What it means
پکر (pekar) describes a person who has gone quiet and inward, visibly deflated but not dramatically distressed. The closest English translation is “in a funk” or “down in the dumps,” though پکر is milder than full sadness (غمگین, ghamgin) and more specific: it is the flat, sulky, low-energy state you see on someone’s face when something has taken the spark out of them. The word’s origin is uncertain; it is found across colloquial Persian dialects and neither Dehkhoda nor Vajehyab records an etymology. A contrasting pair worth knowing is شنگول (shangul), a colloquial word for bubbly and lively, which sits at the opposite end of the mood dial from پکر.
How to use it
- چرا پکری؟ اتفاقی افتاده؟ (cherâ pekari? ettefâghi oftâde?) “Why are you so glum? Did something happen?”
- از صبح پکر نشسته و با کسی حرف نمیزنه. (az sobh pekar neshaste o bâ kasi harf nemi-zane.) “He’s been sitting there in a funk since morning, not talking to anyone.”
- یه جوری پکر بود که دلم سوخت. (ye juri pekar bud ke delam sukht.) “She looked so down that it broke my heart.”
- بعد از بازی پکر برگشتن خونه. (ba’d az bâzi pekar bargashtan khune.) “After the match they came home deflated.”
Cultural note
پکر belongs to a cluster of colloquial Persian emotional adjectives that describe subtle mood states with great economy. Where English might need a phrase, Persian speakers often have a single word. پکر is notable because it is fully accepted in standard spoken Tehran Persian despite its informal register, and it appears in published fiction and film dialogue without any sense of impropriety. Asking someone چرا پکری؟ is a normal, caring question between friends and family.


Action item:
Whenever the word "Available" turns up in a line below, that line should be copied.

START Given entries

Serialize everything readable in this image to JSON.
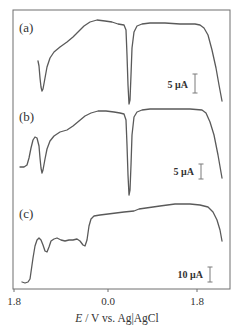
{
  "chart_data": {
    "type": "line",
    "title": "",
    "xlabel": "E / V vs. Ag|AgCl",
    "xlabel_italic_part": "E",
    "xlabel_rest": " / V vs. Ag|AgCl",
    "ylabel": "",
    "x_ticks": [
      {
        "label": "1.8",
        "x_px": 14,
        "value": -1.8
      },
      {
        "label": "0.0",
        "x_px": 108,
        "value": 0.0
      },
      {
        "label": "1.8",
        "x_px": 197,
        "value": 1.8
      }
    ],
    "xlim": [
      -1.8,
      2.1
    ],
    "grid": false,
    "legend": "none",
    "frame": {
      "left": 13,
      "top": 10,
      "right": 230,
      "bottom": 289
    },
    "series": [
      {
        "name": "(a)",
        "label": "(a)",
        "label_pos": [
          19,
          32
        ],
        "scale_bar": {
          "label": "5 μA",
          "x": 195,
          "y1": 74,
          "y2": 93,
          "label_x": 188,
          "label_y": 88
        },
        "points_px": [
          [
            38,
            61
          ],
          [
            39,
            66
          ],
          [
            40,
            78
          ],
          [
            41,
            87
          ],
          [
            42,
            91
          ],
          [
            43,
            89
          ],
          [
            45,
            78
          ],
          [
            47,
            67
          ],
          [
            50,
            58
          ],
          [
            54,
            52
          ],
          [
            60,
            47
          ],
          [
            67,
            42
          ],
          [
            73,
            37
          ],
          [
            78,
            32
          ],
          [
            84,
            26
          ],
          [
            90,
            22
          ],
          [
            97,
            20
          ],
          [
            105,
            21
          ],
          [
            112,
            22
          ],
          [
            118,
            24
          ],
          [
            124,
            25
          ],
          [
            126,
            30
          ],
          [
            127,
            55
          ],
          [
            128,
            85
          ],
          [
            129,
            104
          ],
          [
            130,
            100
          ],
          [
            131,
            75
          ],
          [
            132,
            48
          ],
          [
            134,
            32
          ],
          [
            137,
            26
          ],
          [
            142,
            24
          ],
          [
            150,
            23
          ],
          [
            165,
            23
          ],
          [
            180,
            24
          ],
          [
            195,
            24
          ],
          [
            200,
            25
          ],
          [
            204,
            28
          ],
          [
            208,
            35
          ],
          [
            212,
            50
          ],
          [
            216,
            68
          ],
          [
            219,
            85
          ],
          [
            222,
            101
          ]
        ]
      },
      {
        "name": "(b)",
        "label": "(b)",
        "label_pos": [
          19,
          121
        ],
        "scale_bar": {
          "label": "5 μA",
          "x": 201,
          "y1": 164,
          "y2": 179,
          "label_x": 194,
          "label_y": 175
        },
        "points_px": [
          [
            20,
            167
          ],
          [
            24,
            167
          ],
          [
            27,
            165
          ],
          [
            29,
            158
          ],
          [
            31,
            148
          ],
          [
            33,
            140
          ],
          [
            35,
            137
          ],
          [
            37,
            138
          ],
          [
            39,
            146
          ],
          [
            40,
            158
          ],
          [
            41,
            168
          ],
          [
            42,
            173
          ],
          [
            43,
            170
          ],
          [
            45,
            159
          ],
          [
            47,
            149
          ],
          [
            50,
            141
          ],
          [
            54,
            136
          ],
          [
            60,
            132
          ],
          [
            67,
            130
          ],
          [
            73,
            126
          ],
          [
            79,
            121
          ],
          [
            85,
            116
          ],
          [
            91,
            113
          ],
          [
            98,
            111
          ],
          [
            106,
            111
          ],
          [
            114,
            112
          ],
          [
            120,
            113
          ],
          [
            124,
            114
          ],
          [
            126,
            120
          ],
          [
            127,
            145
          ],
          [
            128,
            175
          ],
          [
            129,
            195
          ],
          [
            130,
            190
          ],
          [
            131,
            165
          ],
          [
            132,
            135
          ],
          [
            134,
            117
          ],
          [
            137,
            112
          ],
          [
            142,
            110
          ],
          [
            150,
            109
          ],
          [
            170,
            109
          ],
          [
            190,
            109
          ],
          [
            202,
            110
          ],
          [
            206,
            113
          ],
          [
            210,
            122
          ],
          [
            214,
            135
          ],
          [
            218,
            155
          ],
          [
            222,
            178
          ]
        ]
      },
      {
        "name": "(c)",
        "label": "(c)",
        "label_pos": [
          19,
          218
        ],
        "scale_bar": {
          "label": "10 μA",
          "x": 210,
          "y1": 267,
          "y2": 282,
          "label_x": 203,
          "label_y": 278
        },
        "points_px": [
          [
            22,
            282
          ],
          [
            25,
            283
          ],
          [
            28,
            282
          ],
          [
            30,
            279
          ],
          [
            31,
            272
          ],
          [
            33,
            258
          ],
          [
            35,
            246
          ],
          [
            37,
            240
          ],
          [
            39,
            238
          ],
          [
            41,
            240
          ],
          [
            43,
            245
          ],
          [
            45,
            251
          ],
          [
            47,
            252
          ],
          [
            49,
            247
          ],
          [
            51,
            241
          ],
          [
            54,
            239
          ],
          [
            57,
            238
          ],
          [
            61,
            240
          ],
          [
            65,
            241
          ],
          [
            69,
            240
          ],
          [
            73,
            240
          ],
          [
            77,
            239
          ],
          [
            80,
            241
          ],
          [
            83,
            245
          ],
          [
            85,
            246
          ],
          [
            87,
            240
          ],
          [
            89,
            226
          ],
          [
            91,
            219
          ],
          [
            94,
            216
          ],
          [
            100,
            215
          ],
          [
            108,
            214
          ],
          [
            116,
            213
          ],
          [
            124,
            212
          ],
          [
            134,
            211
          ],
          [
            139,
            209
          ],
          [
            146,
            208
          ],
          [
            160,
            206
          ],
          [
            175,
            204
          ],
          [
            190,
            204
          ],
          [
            200,
            205
          ],
          [
            208,
            207
          ],
          [
            213,
            212
          ],
          [
            217,
            220
          ],
          [
            220,
            230
          ],
          [
            222,
            241
          ]
        ]
      }
    ]
  }
}
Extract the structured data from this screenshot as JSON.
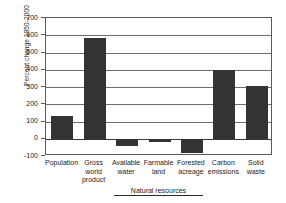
{
  "chart_data": {
    "type": "bar",
    "title": "",
    "xlabel": "",
    "ylabel": "Percent change 1950-2000",
    "ylim": [
      -100,
      700
    ],
    "ytick_step": 100,
    "yticks": [
      700,
      600,
      500,
      400,
      300,
      200,
      100,
      0,
      -100
    ],
    "ytick_labels": [
      "700",
      "600",
      "500",
      "400",
      "300",
      "200",
      "100",
      "0",
      "-100"
    ],
    "grid": true,
    "legend": "none",
    "bar_color": "#333333",
    "axis_color": "#5a5a5a",
    "categories": [
      "Population",
      "Gross world product",
      "Available water",
      "Farmable land",
      "Forested acreage",
      "Carbon emissions",
      "Solid waste"
    ],
    "category_lines": [
      [
        "Population"
      ],
      [
        "Gross",
        "world",
        "product"
      ],
      [
        "Available",
        "water"
      ],
      [
        "Farmable",
        "land"
      ],
      [
        "Forested",
        "acreage"
      ],
      [
        "Carbon",
        "emissions"
      ],
      [
        "Solid",
        "waste"
      ]
    ],
    "values": [
      130,
      585,
      -40,
      -20,
      -80,
      400,
      305
    ],
    "annotations": [
      {
        "label": "Natural resources",
        "spans_categories": [
          "Available water",
          "Farmable land",
          "Forested acreage"
        ],
        "style": "bracket-below-axis"
      }
    ]
  }
}
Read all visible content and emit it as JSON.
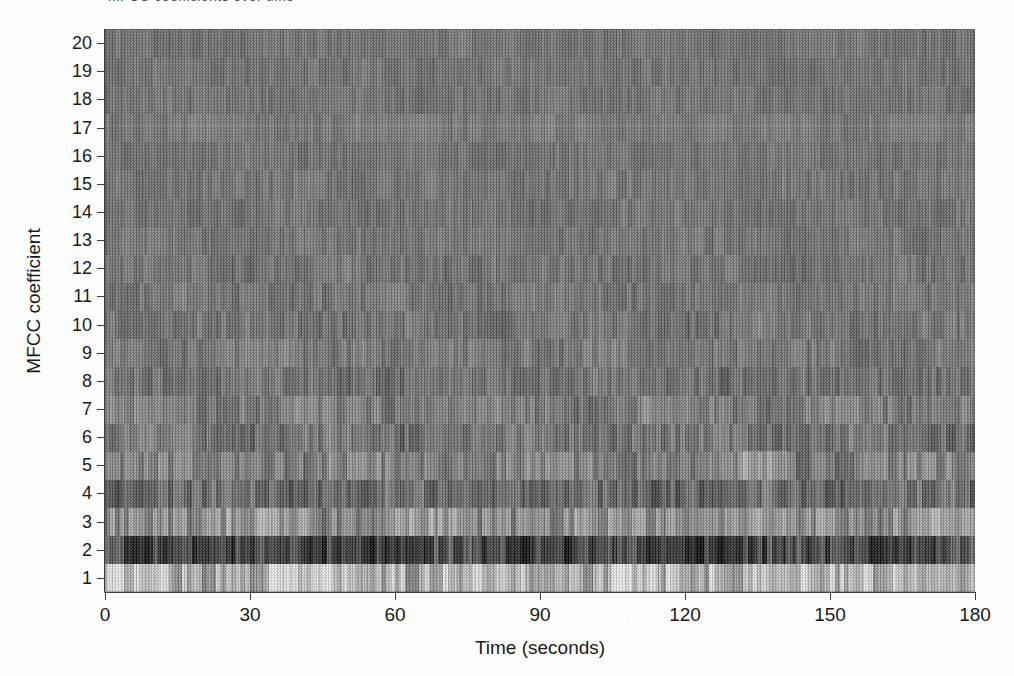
{
  "figure": {
    "clipped_caption_above": "MFCC coefficients over time",
    "background_color": "#fdfdfd",
    "ink_color": "#1a1a1a"
  },
  "chart_data": {
    "type": "heatmap",
    "title": "",
    "xlabel": "Time (seconds)",
    "ylabel": "MFCC coefficient",
    "xlim": [
      0,
      180
    ],
    "ylim": [
      0.5,
      20.5
    ],
    "xticks": [
      0,
      30,
      60,
      90,
      120,
      150,
      180
    ],
    "xtick_labels": [
      "0",
      "30",
      "60",
      "90",
      "120",
      "150",
      "180"
    ],
    "yticks": [
      1,
      2,
      3,
      4,
      5,
      6,
      7,
      8,
      9,
      10,
      11,
      12,
      13,
      14,
      15,
      16,
      17,
      18,
      19,
      20
    ],
    "ytick_labels": [
      "1",
      "2",
      "3",
      "4",
      "5",
      "6",
      "7",
      "8",
      "9",
      "10",
      "11",
      "12",
      "13",
      "14",
      "15",
      "16",
      "17",
      "18",
      "19",
      "20"
    ],
    "grid": false,
    "legend": false,
    "colormap": "grayscale",
    "colorbar": false,
    "x_units": "seconds",
    "y_units": "coefficient index",
    "n_rows": 20,
    "n_time_frames": 180,
    "rows": [
      {
        "coefficient": 1,
        "mean_level": 0.8,
        "contrast": 0.22,
        "note": "brightest band, strong temporal variation"
      },
      {
        "coefficient": 2,
        "mean_level": 0.22,
        "contrast": 0.18,
        "note": "darkest band, heavy vertical striping"
      },
      {
        "coefficient": 3,
        "mean_level": 0.6,
        "contrast": 0.15,
        "note": "light band"
      },
      {
        "coefficient": 4,
        "mean_level": 0.4,
        "contrast": 0.12,
        "note": "medium-dark band"
      },
      {
        "coefficient": 5,
        "mean_level": 0.52,
        "contrast": 0.12,
        "note": "medium band with bright patch near 135 s"
      },
      {
        "coefficient": 6,
        "mean_level": 0.46,
        "contrast": 0.1,
        "note": "medium band"
      },
      {
        "coefficient": 7,
        "mean_level": 0.5,
        "contrast": 0.09,
        "note": "medium band"
      },
      {
        "coefficient": 8,
        "mean_level": 0.45,
        "contrast": 0.08,
        "note": "medium band"
      },
      {
        "coefficient": 9,
        "mean_level": 0.49,
        "contrast": 0.08,
        "note": "medium band"
      },
      {
        "coefficient": 10,
        "mean_level": 0.46,
        "contrast": 0.07,
        "note": "medium band"
      },
      {
        "coefficient": 11,
        "mean_level": 0.47,
        "contrast": 0.06,
        "note": "near-uniform"
      },
      {
        "coefficient": 12,
        "mean_level": 0.46,
        "contrast": 0.06,
        "note": "near-uniform"
      },
      {
        "coefficient": 13,
        "mean_level": 0.47,
        "contrast": 0.05,
        "note": "near-uniform"
      },
      {
        "coefficient": 14,
        "mean_level": 0.46,
        "contrast": 0.05,
        "note": "near-uniform"
      },
      {
        "coefficient": 15,
        "mean_level": 0.47,
        "contrast": 0.05,
        "note": "near-uniform"
      },
      {
        "coefficient": 16,
        "mean_level": 0.46,
        "contrast": 0.04,
        "note": "near-uniform"
      },
      {
        "coefficient": 17,
        "mean_level": 0.49,
        "contrast": 0.04,
        "note": "faint bright horizontal line across full width"
      },
      {
        "coefficient": 18,
        "mean_level": 0.46,
        "contrast": 0.04,
        "note": "near-uniform"
      },
      {
        "coefficient": 19,
        "mean_level": 0.46,
        "contrast": 0.04,
        "note": "near-uniform"
      },
      {
        "coefficient": 20,
        "mean_level": 0.46,
        "contrast": 0.04,
        "note": "near-uniform"
      }
    ],
    "annotations": [
      {
        "text": "bright segment",
        "x_start": 132,
        "x_end": 142,
        "coefficient": 1
      },
      {
        "text": "bright segment",
        "x_start": 166,
        "x_end": 176,
        "coefficient": 1
      },
      {
        "text": "dark segment",
        "x_start": 110,
        "x_end": 124,
        "coefficient": 2
      },
      {
        "text": "bright patch",
        "x_start": 132,
        "x_end": 141,
        "coefficient": 5
      }
    ]
  }
}
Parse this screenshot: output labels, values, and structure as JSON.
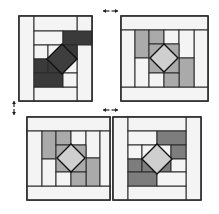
{
  "diagram": {
    "title": "",
    "colors": {
      "outline": "#2a2a2a",
      "white": "#f4f4f4",
      "light": "#e6e6e6",
      "mid": "#aaaaaa",
      "medium_dark": "#7d7d7d",
      "dark": "#3a3a3a",
      "diamond_light": "#cfcfcf",
      "diamond_dark": "#3e3e3e",
      "arrow": "#222222"
    },
    "arrows": [
      {
        "name": "arrow-top-horizontal",
        "type": "double-h",
        "x1": 103,
        "x2": 118,
        "y": 11
      },
      {
        "name": "arrow-left-vertical",
        "type": "double-v",
        "x": 14,
        "y1": 101,
        "y2": 115
      },
      {
        "name": "arrow-middle-horizontal",
        "type": "double-h",
        "x1": 103,
        "x2": 118,
        "y": 110
      }
    ],
    "blocks": [
      {
        "name": "block-top-left",
        "x": 19,
        "y": 16,
        "w": 73,
        "h": 85,
        "rects": [
          {
            "x": 19,
            "y": 16,
            "w": 15,
            "h": 85,
            "fill": "white"
          },
          {
            "x": 77,
            "y": 16,
            "w": 15,
            "h": 85,
            "fill": "white"
          },
          {
            "x": 34,
            "y": 16,
            "w": 43,
            "h": 15,
            "fill": "white"
          },
          {
            "x": 34,
            "y": 87,
            "w": 43,
            "h": 14,
            "fill": "white"
          },
          {
            "x": 34,
            "y": 31,
            "w": 29,
            "h": 14,
            "fill": "white"
          },
          {
            "x": 63,
            "y": 31,
            "w": 29,
            "h": 14,
            "fill": "dark"
          },
          {
            "x": 34,
            "y": 45,
            "w": 14,
            "h": 14,
            "fill": "white"
          },
          {
            "x": 48,
            "y": 45,
            "w": 29,
            "h": 14,
            "fill": "white"
          },
          {
            "x": 77,
            "y": 45,
            "w": 0,
            "h": 0,
            "fill": "white"
          },
          {
            "x": 63,
            "y": 45,
            "w": 14,
            "h": 14,
            "fill": "dark"
          },
          {
            "x": 34,
            "y": 59,
            "w": 14,
            "h": 14,
            "fill": "dark"
          },
          {
            "x": 48,
            "y": 59,
            "w": 15,
            "h": 14,
            "fill": "dark"
          },
          {
            "x": 63,
            "y": 59,
            "w": 14,
            "h": 14,
            "fill": "white"
          },
          {
            "x": 34,
            "y": 73,
            "w": 29,
            "h": 14,
            "fill": "dark"
          },
          {
            "x": 63,
            "y": 73,
            "w": 14,
            "h": 14,
            "fill": "white"
          }
        ],
        "diamond": {
          "cx": 62,
          "cy": 59,
          "r": 15,
          "fill": "diamond_dark",
          "angle": 0
        }
      },
      {
        "name": "block-top-right",
        "x": 121,
        "y": 16,
        "w": 87,
        "h": 85,
        "rects": [
          {
            "x": 121,
            "y": 16,
            "w": 87,
            "h": 14,
            "fill": "white"
          },
          {
            "x": 121,
            "y": 87,
            "w": 87,
            "h": 14,
            "fill": "white"
          },
          {
            "x": 121,
            "y": 30,
            "w": 14,
            "h": 57,
            "fill": "white"
          },
          {
            "x": 194,
            "y": 30,
            "w": 14,
            "h": 57,
            "fill": "white"
          },
          {
            "x": 135,
            "y": 30,
            "w": 14,
            "h": 28,
            "fill": "mid"
          },
          {
            "x": 135,
            "y": 58,
            "w": 14,
            "h": 29,
            "fill": "white"
          },
          {
            "x": 149,
            "y": 30,
            "w": 15,
            "h": 14,
            "fill": "mid"
          },
          {
            "x": 164,
            "y": 30,
            "w": 15,
            "h": 14,
            "fill": "white"
          },
          {
            "x": 179,
            "y": 30,
            "w": 15,
            "h": 28,
            "fill": "white"
          },
          {
            "x": 179,
            "y": 58,
            "w": 15,
            "h": 29,
            "fill": "mid"
          },
          {
            "x": 149,
            "y": 44,
            "w": 30,
            "h": 29,
            "fill": "mid"
          },
          {
            "x": 149,
            "y": 73,
            "w": 15,
            "h": 14,
            "fill": "white"
          },
          {
            "x": 164,
            "y": 73,
            "w": 15,
            "h": 14,
            "fill": "mid"
          }
        ],
        "diamond": {
          "cx": 164,
          "cy": 58,
          "r": 14,
          "fill": "diamond_light",
          "angle": 0
        }
      },
      {
        "name": "block-bottom-left",
        "x": 27,
        "y": 117,
        "w": 83,
        "h": 83,
        "rects": [
          {
            "x": 27,
            "y": 117,
            "w": 83,
            "h": 14,
            "fill": "white"
          },
          {
            "x": 27,
            "y": 186,
            "w": 83,
            "h": 14,
            "fill": "white"
          },
          {
            "x": 27,
            "y": 131,
            "w": 15,
            "h": 55,
            "fill": "white"
          },
          {
            "x": 42,
            "y": 131,
            "w": 14,
            "h": 28,
            "fill": "mid"
          },
          {
            "x": 42,
            "y": 159,
            "w": 14,
            "h": 27,
            "fill": "white"
          },
          {
            "x": 56,
            "y": 131,
            "w": 15,
            "h": 14,
            "fill": "mid"
          },
          {
            "x": 71,
            "y": 131,
            "w": 15,
            "h": 14,
            "fill": "white"
          },
          {
            "x": 86,
            "y": 131,
            "w": 14,
            "h": 27,
            "fill": "white"
          },
          {
            "x": 86,
            "y": 158,
            "w": 14,
            "h": 28,
            "fill": "mid"
          },
          {
            "x": 100,
            "y": 131,
            "w": 10,
            "h": 55,
            "fill": "white"
          },
          {
            "x": 56,
            "y": 145,
            "w": 30,
            "h": 27,
            "fill": "mid"
          },
          {
            "x": 56,
            "y": 172,
            "w": 15,
            "h": 14,
            "fill": "white"
          },
          {
            "x": 71,
            "y": 172,
            "w": 15,
            "h": 14,
            "fill": "mid"
          }
        ],
        "diamond": {
          "cx": 71,
          "cy": 158,
          "r": 14,
          "fill": "diamond_light",
          "angle": 0
        }
      },
      {
        "name": "block-bottom-right",
        "x": 113,
        "y": 117,
        "w": 88,
        "h": 83,
        "rects": [
          {
            "x": 113,
            "y": 117,
            "w": 15,
            "h": 83,
            "fill": "white"
          },
          {
            "x": 186,
            "y": 117,
            "w": 15,
            "h": 83,
            "fill": "white"
          },
          {
            "x": 128,
            "y": 117,
            "w": 58,
            "h": 14,
            "fill": "white"
          },
          {
            "x": 128,
            "y": 186,
            "w": 58,
            "h": 14,
            "fill": "white"
          },
          {
            "x": 128,
            "y": 131,
            "w": 29,
            "h": 14,
            "fill": "white"
          },
          {
            "x": 157,
            "y": 131,
            "w": 29,
            "h": 14,
            "fill": "medium_dark"
          },
          {
            "x": 128,
            "y": 145,
            "w": 14,
            "h": 14,
            "fill": "white"
          },
          {
            "x": 142,
            "y": 145,
            "w": 29,
            "h": 14,
            "fill": "white"
          },
          {
            "x": 171,
            "y": 145,
            "w": 15,
            "h": 14,
            "fill": "medium_dark"
          },
          {
            "x": 128,
            "y": 159,
            "w": 14,
            "h": 13,
            "fill": "medium_dark"
          },
          {
            "x": 142,
            "y": 159,
            "w": 15,
            "h": 13,
            "fill": "medium_dark"
          },
          {
            "x": 157,
            "y": 159,
            "w": 14,
            "h": 13,
            "fill": "medium_dark"
          },
          {
            "x": 171,
            "y": 159,
            "w": 15,
            "h": 13,
            "fill": "white"
          },
          {
            "x": 128,
            "y": 172,
            "w": 29,
            "h": 14,
            "fill": "medium_dark"
          },
          {
            "x": 157,
            "y": 172,
            "w": 29,
            "h": 14,
            "fill": "white"
          }
        ],
        "diamond": {
          "cx": 157,
          "cy": 159,
          "r": 15,
          "fill": "diamond_light",
          "angle": 0
        }
      }
    ]
  }
}
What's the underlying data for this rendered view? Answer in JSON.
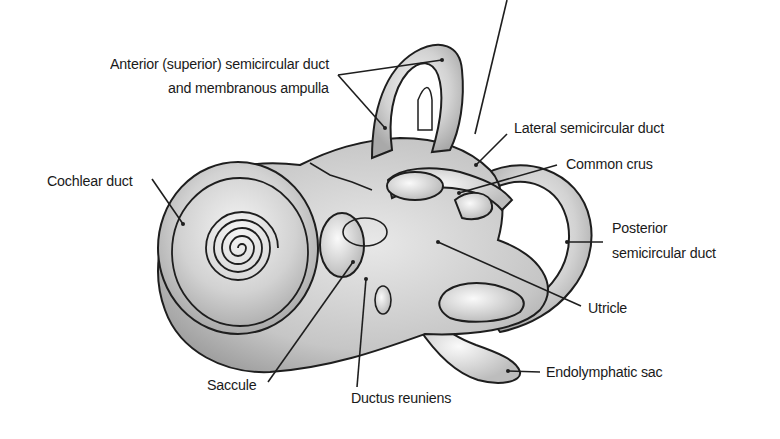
{
  "diagram": {
    "labels": [
      {
        "id": "anterior",
        "lines": [
          "Anterior (superior) semicircular duct",
          "and membranous ampulla"
        ]
      },
      {
        "id": "lateral",
        "lines": [
          "Lateral semicircular duct"
        ]
      },
      {
        "id": "common-crus",
        "lines": [
          "Common crus"
        ]
      },
      {
        "id": "cochlear",
        "lines": [
          "Cochlear duct"
        ]
      },
      {
        "id": "posterior",
        "lines": [
          "Posterior",
          "semicircular duct"
        ]
      },
      {
        "id": "utricle",
        "lines": [
          "Utricle"
        ]
      },
      {
        "id": "endolymphatic",
        "lines": [
          "Endolymphatic sac"
        ]
      },
      {
        "id": "saccule",
        "lines": [
          "Saccule"
        ]
      },
      {
        "id": "ductus",
        "lines": [
          "Ductus reuniens"
        ]
      }
    ],
    "colors": {
      "background": "#ffffff",
      "outline": "#1e1e1e",
      "fill": "#d4d4d4",
      "text": "#1a1a1a"
    }
  }
}
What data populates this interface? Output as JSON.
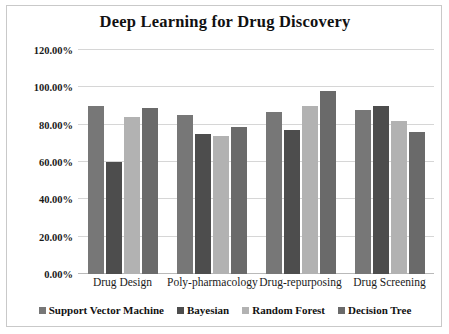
{
  "chart_data": {
    "type": "bar",
    "title": "Deep Learning for Drug Discovery",
    "xlabel": "",
    "ylabel": "",
    "ylim": [
      0,
      120
    ],
    "ytick_labels": [
      "0.00%",
      "20.00%",
      "40.00%",
      "60.00%",
      "80.00%",
      "100.00%",
      "120.00%"
    ],
    "ytick_values": [
      0,
      20,
      40,
      60,
      80,
      100,
      120
    ],
    "grid": true,
    "legend_position": "bottom",
    "categories": [
      "Drug Design",
      "Poly-pharmacology",
      "Drug-repurposing",
      "Drug Screening"
    ],
    "series": [
      {
        "name": "Support Vector Machine",
        "color": "#777777",
        "values": [
          90,
          85,
          87,
          88
        ]
      },
      {
        "name": "Bayesian",
        "color": "#4d4d4d",
        "values": [
          60,
          75,
          77,
          90
        ]
      },
      {
        "name": "Random Forest",
        "color": "#b2b2b2",
        "values": [
          84,
          74,
          90,
          82
        ]
      },
      {
        "name": "Decision Tree",
        "color": "#6a6a6a",
        "values": [
          89,
          79,
          98,
          76
        ]
      }
    ]
  }
}
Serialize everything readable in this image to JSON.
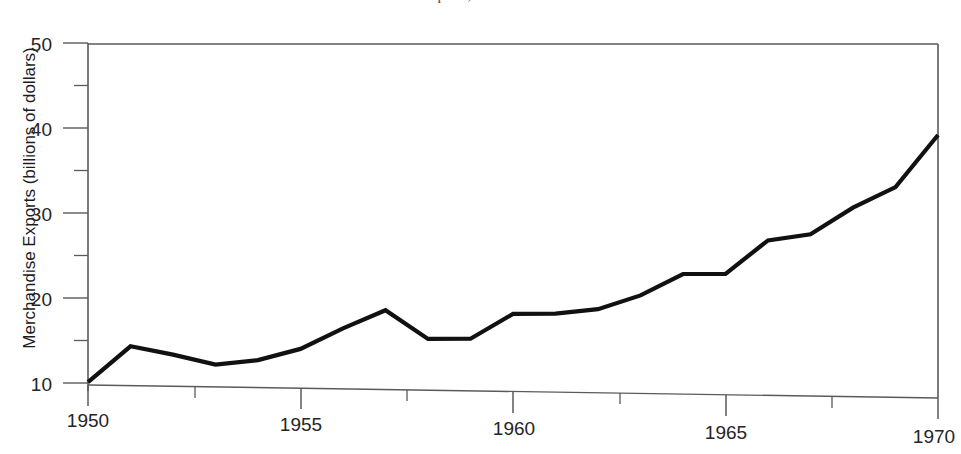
{
  "figure": {
    "title_partial": "Exports, 1950-1970",
    "background_color": "#ffffff",
    "line_color": "#111111",
    "axis_color": "#555555"
  },
  "axes": {
    "ylabel": "Merchandise Exports (billions of dollars)",
    "xlabel": "",
    "y_ticks": [
      "10",
      "20",
      "30",
      "40",
      "50"
    ],
    "y_minor_ticks": [
      "15",
      "25",
      "35",
      "45"
    ],
    "x_ticks": [
      "1950",
      "1955",
      "1960",
      "1965",
      "1970"
    ],
    "x_minor_ticks": [
      "1952.5",
      "1957.5",
      "1962.5",
      "1967.5"
    ]
  },
  "chart_data": {
    "type": "line",
    "title": "Exports, 1950-1970",
    "xlabel": "",
    "ylabel": "Merchandise Exports (billions of dollars)",
    "xlim": [
      1950,
      1970
    ],
    "ylim": [
      10,
      50
    ],
    "grid": false,
    "legend": null,
    "x": [
      1950,
      1951,
      1952,
      1953,
      1954,
      1955,
      1956,
      1957,
      1958,
      1959,
      1960,
      1961,
      1962,
      1963,
      1964,
      1965,
      1966,
      1967,
      1968,
      1969,
      1970
    ],
    "values": [
      10.1,
      14.4,
      13.5,
      12.4,
      13.0,
      14.4,
      16.9,
      19.1,
      15.8,
      15.9,
      18.9,
      19.0,
      19.6,
      21.3,
      23.9,
      24.0,
      28.0,
      28.8,
      32.0,
      34.5,
      40.7
    ]
  }
}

END Given entries

Answer to this task:
      "Available water",
        "Available",
          "Available water",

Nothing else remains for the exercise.